Friday, 27 May 2011

Extradition hearing planned for genocide suspect Ratko Mladic






Belgrade, Serbia (CNN) -- Officials will try again Friday to conduct a deportation hearing for Bosnian Serb commander Ratko Mladic who was in a jail near Belgrade facing charges that he presided over Europe's worst massacre since World War II.


Mladic was arrested Thursday after more than 15 years in hiding. Mladic was the highest-ranking fugitive to remain at large after the conflicts that accompanied the breakup of Yugoslavia in the 1990s.

The deportation hearing is being held to determine whether Mladic will be transferred to the U.N. war crimes tribunal in The Hague in the Netherlands.

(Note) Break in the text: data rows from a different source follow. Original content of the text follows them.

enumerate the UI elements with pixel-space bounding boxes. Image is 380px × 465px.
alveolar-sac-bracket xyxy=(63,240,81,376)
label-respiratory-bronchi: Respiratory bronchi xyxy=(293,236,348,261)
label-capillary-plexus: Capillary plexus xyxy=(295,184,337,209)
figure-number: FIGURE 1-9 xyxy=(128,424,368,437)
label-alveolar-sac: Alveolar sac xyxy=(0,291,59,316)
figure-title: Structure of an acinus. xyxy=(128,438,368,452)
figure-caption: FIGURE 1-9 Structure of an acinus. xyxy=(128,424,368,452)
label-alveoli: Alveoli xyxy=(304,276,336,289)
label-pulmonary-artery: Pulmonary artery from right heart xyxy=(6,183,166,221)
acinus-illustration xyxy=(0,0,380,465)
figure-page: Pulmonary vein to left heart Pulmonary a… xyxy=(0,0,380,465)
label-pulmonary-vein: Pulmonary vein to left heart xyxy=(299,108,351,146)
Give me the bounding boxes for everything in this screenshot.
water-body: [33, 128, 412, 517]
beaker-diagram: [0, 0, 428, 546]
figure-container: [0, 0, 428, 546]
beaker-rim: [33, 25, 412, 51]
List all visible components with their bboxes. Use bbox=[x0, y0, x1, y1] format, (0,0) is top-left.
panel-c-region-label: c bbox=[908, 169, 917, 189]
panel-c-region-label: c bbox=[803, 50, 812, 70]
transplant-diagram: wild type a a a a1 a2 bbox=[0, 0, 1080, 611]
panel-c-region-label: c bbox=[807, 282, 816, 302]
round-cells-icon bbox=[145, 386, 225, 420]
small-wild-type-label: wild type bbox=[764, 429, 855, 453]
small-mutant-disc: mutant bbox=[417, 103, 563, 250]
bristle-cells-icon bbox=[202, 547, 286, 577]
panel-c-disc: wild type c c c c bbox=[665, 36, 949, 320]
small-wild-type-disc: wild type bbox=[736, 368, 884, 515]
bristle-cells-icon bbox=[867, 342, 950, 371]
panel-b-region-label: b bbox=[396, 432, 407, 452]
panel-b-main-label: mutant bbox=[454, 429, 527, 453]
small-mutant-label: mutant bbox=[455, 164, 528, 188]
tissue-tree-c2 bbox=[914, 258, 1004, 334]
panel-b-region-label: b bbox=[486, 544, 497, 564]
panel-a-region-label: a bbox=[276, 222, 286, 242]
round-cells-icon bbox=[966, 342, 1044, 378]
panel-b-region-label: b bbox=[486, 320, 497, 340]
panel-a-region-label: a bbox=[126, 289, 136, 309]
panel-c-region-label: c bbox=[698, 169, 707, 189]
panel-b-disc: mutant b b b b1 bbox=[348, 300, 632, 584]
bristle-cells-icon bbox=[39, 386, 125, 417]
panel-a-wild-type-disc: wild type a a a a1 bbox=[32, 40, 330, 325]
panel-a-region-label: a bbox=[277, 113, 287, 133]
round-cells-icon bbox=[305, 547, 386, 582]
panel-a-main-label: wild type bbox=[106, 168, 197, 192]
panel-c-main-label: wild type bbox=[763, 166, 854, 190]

His lawyer, Milos Saljic, said Mladic's hearing was halted because of health issues and rescheduled for Friday. The lawyer described Mladic as a "ruin of a man" who has suffered two heart attacks and three strokes since 1996.

President Boris Tadic said Serbian authorities are still investigating who aided Mladic during his decade and a half on the run, but he called allegations that the country's military sheltered him "rubbish."

"At the end of the day, he was protected by a very small group of people from his family," Tadic said. He acknowledged that Mladic may have been aided by military officers early on, "but at the end of that process, I don't believe that," Tadic said.

The former Yugoslav army officer was the commanding general of Bosnian Serb forces during the 1992-95 war that followed Bosnia-Herzegovina's secession from Yugoslavia. The International Criminal Tribunal for the former Yugoslavia has charged him with leading a genocidal campaign against Bosnia's Muslim and Croat populations, including "direct involvement" in the 1995 killings of nearly 8,000 men and boys in the Muslim enclave of Srebrenica -- the worst European massacre since the Holocaust.

However, Mladic remains a hero to some Serbs, and small outbursts of anger were seen in Belgrade late Thursday.